State must decide how to finance road construction
Published: 03.28.2006
Arizona Daily Star
Our view: Some suggest users pay tolls, but all Arizonans should share the costs
Better communication is required between those who build our state highways and the people who set income levels and hours for ordinary workers.
At the moment, it appears the road builders and their economists are operating on one planet and the consumers, or people who pay for the roads and use them, are on another.
The only thing the two groups have in common is that neither knows where or how to get the money to pay for new highways.
Road builders know that it takes an ever-increasing amount of money to build highways and transportation innovations. Highways have typically been built with gas taxes, but, as cars have become more fuel-efficient, many consumers buy less gas and pay less in taxes. Hence, a new source of money for roads is needed.
Conservative economists believe the users should pay for the highways they drive. That means tolls. The idea of building toll roads has traditionally been anathema in Western states other than California, but tolls are now being discussed by the Arizona Department of Transportation and others as an inevitable part of our future.
The system can be automated, as it is in California. A motorist puts a small transponder in the car — a device about the size of a pack of cigarettes — which permits him to drive through a toll station without stopping. The transponder sends a signal that identifies your car and account information, and the consumer pays the toll fees on a monthly basis.
The Economist, a weekly magazine, carried a summary of toll road innovations in 2004 and called this one “the taxman on your dashboard.”
Some cities — notably London and Singapore — have added another dimension to this practice. As economist Noah Clarke notes in the Goldwater Institute newsletter, those cities have instituted “congestion pricing”: Motorists pay a toll just to enter the city’s center.
This practice has reduced traffic congestion and air pollution. But we know of no one who has looked at the effect of tolls or “congestion pricing” on the lives of people living on modest incomes.
Is anyone’s income increasing as rapidly as the cost of fuel? When was the last time your gas, electric, telephone or water bill was lowered? If we add tolls to this list, the amount of disposable income diminishes.
The Goldwater Institute’s Clarke, one of the more idealistic economists we’ve spoken to lately, says it ain’t necessarily so. For one thing, he says, if motorists began paying for the roads they use, then the state would have to borrow less to build new highways. Less borrowing means less interest to pay. It follows, Clarke said, that the state should then be able to eliminate other fees. Of course, it requires a leap of faith to think the state will cancel one fee because of the imposition of another.
The other possibility that Clarke mentions is a good one: Employers might allow more flexible hours so that employees aren’t using the highways at a time when the fees are highest.
In this scenario, your company adjusts your hours so you’re not driving during rush hour. Or, better yet, the company allows you to work from your home computer, saving you money for gas and tolls and helping to reduce air pollution. That’s the ideal, but it may be wishful thinking.
It is clear that large amounts of money are needed to build highways and that some alternatives must be developed to lure people from their cars. It is equally clear that even though Arizona has taken a conservative approach to borrowing for highway construction, the practice cannot continue forever without eventually encountering political resistance.
The discussion on how to finance road construction should be a top priority for the governor and the Legislature, but our bureaucrats must add to this equation a higher level of awareness about the economic realities faced by citizens living on modest incomes.
There may be a seductive logic to tolls, but some public works projects — and we think the highway system is one of them — should be a responsibility shared by everyone, because the economic consequences of bad or nonexistent roads affect the entire state.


◆ **TASK DETAILS**
The word "Loyane" marks the lines to keep; find each one in the data and copy it.

◆ **SOURCE INFORMATION**
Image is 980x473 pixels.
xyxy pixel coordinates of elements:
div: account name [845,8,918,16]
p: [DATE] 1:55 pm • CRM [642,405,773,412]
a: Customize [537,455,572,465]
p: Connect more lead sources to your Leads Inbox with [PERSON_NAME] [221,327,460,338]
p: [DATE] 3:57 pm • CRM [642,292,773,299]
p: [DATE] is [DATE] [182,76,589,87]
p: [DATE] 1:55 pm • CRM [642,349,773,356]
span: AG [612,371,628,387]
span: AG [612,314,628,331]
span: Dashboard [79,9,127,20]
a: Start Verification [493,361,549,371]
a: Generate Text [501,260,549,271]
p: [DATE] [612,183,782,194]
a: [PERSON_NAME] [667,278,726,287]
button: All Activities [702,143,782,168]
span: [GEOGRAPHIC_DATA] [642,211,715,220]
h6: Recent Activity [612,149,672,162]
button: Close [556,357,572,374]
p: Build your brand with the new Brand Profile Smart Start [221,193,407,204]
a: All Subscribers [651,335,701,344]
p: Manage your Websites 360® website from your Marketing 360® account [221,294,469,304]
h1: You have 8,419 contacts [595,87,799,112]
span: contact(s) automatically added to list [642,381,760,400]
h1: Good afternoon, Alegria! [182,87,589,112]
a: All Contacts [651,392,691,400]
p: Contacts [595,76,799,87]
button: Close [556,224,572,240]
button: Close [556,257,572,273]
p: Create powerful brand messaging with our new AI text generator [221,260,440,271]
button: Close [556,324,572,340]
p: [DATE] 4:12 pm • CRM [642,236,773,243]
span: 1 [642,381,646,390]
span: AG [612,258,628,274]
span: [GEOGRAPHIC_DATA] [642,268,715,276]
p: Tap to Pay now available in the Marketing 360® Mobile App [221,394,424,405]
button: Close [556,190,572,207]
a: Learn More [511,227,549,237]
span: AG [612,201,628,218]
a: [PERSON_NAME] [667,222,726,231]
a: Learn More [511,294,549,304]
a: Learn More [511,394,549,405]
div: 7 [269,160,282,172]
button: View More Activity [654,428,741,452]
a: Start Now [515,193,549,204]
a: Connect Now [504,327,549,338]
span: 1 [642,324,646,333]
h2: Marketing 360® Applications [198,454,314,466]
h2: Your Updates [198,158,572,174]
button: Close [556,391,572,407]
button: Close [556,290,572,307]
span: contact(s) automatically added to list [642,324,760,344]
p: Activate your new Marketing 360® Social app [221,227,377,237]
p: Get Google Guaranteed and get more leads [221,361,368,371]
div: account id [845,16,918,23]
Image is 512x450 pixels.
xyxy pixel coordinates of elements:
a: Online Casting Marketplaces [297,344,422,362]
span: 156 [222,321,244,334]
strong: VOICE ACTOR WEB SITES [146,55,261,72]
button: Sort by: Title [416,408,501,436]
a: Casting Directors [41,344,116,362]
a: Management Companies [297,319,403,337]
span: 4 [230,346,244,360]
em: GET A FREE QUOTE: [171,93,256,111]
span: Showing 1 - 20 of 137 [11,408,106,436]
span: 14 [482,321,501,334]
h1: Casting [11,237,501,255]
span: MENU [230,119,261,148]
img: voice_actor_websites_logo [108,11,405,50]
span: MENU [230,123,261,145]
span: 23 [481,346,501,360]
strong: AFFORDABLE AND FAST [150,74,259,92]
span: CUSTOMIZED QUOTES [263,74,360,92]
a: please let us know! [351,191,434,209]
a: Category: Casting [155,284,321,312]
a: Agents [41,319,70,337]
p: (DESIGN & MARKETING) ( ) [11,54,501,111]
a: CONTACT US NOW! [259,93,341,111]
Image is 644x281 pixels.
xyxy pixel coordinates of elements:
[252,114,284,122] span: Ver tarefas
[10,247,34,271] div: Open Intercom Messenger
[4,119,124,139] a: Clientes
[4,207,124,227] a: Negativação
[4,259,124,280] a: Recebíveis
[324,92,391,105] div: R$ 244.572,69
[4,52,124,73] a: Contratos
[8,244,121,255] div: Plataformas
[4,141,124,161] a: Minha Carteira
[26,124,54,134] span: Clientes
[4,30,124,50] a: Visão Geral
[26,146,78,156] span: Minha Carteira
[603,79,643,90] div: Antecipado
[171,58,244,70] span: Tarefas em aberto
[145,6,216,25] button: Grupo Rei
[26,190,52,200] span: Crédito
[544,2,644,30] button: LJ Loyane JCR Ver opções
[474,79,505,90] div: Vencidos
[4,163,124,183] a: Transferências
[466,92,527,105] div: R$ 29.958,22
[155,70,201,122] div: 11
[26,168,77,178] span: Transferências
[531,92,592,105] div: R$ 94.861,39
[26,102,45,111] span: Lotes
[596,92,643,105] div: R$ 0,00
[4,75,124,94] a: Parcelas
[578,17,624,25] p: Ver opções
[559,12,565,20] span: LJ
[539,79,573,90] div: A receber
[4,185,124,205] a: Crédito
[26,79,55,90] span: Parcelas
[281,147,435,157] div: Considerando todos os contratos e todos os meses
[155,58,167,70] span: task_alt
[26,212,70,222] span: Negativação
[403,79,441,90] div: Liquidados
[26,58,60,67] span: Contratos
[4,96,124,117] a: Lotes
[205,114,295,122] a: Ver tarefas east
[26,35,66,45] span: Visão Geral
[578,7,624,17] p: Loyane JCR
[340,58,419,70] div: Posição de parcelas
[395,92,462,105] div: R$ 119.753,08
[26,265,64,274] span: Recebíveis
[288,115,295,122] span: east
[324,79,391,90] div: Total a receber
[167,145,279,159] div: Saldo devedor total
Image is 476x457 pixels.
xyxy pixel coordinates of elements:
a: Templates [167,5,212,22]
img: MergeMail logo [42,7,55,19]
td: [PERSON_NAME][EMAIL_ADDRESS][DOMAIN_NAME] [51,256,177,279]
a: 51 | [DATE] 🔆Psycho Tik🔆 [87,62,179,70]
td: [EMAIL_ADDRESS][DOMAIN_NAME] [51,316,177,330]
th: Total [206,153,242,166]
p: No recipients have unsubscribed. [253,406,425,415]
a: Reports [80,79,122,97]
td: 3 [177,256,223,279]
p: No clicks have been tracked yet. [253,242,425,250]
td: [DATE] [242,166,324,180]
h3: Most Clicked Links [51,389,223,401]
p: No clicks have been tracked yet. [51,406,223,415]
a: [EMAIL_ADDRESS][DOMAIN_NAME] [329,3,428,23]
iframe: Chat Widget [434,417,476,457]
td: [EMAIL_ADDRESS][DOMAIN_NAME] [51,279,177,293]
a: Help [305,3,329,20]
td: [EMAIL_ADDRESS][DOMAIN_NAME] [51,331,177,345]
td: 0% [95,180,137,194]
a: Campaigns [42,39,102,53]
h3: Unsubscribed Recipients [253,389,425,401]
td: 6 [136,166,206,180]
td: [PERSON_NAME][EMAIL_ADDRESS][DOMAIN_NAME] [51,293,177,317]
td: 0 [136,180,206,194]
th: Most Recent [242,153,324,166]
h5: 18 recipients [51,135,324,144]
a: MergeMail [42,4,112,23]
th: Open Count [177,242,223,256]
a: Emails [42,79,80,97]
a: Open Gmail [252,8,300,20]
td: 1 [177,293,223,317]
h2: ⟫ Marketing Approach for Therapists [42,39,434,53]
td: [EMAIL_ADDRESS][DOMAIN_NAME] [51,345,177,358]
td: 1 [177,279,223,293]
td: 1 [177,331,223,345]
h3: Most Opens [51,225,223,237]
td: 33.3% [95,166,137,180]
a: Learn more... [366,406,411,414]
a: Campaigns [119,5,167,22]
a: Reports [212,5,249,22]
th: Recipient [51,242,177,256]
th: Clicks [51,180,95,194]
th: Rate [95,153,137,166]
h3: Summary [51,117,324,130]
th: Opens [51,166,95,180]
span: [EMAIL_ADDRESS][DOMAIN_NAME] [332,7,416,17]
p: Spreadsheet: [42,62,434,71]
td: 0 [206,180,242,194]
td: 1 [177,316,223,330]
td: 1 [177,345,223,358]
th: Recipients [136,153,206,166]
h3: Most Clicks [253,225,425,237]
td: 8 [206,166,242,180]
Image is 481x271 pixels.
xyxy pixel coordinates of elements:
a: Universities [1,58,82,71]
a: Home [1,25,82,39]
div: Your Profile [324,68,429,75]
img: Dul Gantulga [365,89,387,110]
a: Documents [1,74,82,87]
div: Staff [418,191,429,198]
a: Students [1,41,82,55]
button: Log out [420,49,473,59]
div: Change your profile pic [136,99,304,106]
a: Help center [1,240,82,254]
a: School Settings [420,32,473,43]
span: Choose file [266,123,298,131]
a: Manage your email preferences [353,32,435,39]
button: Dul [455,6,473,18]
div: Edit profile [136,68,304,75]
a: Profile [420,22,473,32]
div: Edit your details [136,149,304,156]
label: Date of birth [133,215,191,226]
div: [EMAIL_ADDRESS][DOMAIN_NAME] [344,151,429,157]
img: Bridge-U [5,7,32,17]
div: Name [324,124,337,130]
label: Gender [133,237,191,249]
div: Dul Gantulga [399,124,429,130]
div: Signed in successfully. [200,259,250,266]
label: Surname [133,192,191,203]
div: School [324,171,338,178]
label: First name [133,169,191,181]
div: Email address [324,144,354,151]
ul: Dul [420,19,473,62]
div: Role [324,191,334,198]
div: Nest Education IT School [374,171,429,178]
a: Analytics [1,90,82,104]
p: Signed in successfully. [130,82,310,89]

◆ **REPLY TO THE EXERCISE**
[544,2,644,30] button: LJ Loyane JCR Ver opções
[578,7,624,17] p: Loyane JCR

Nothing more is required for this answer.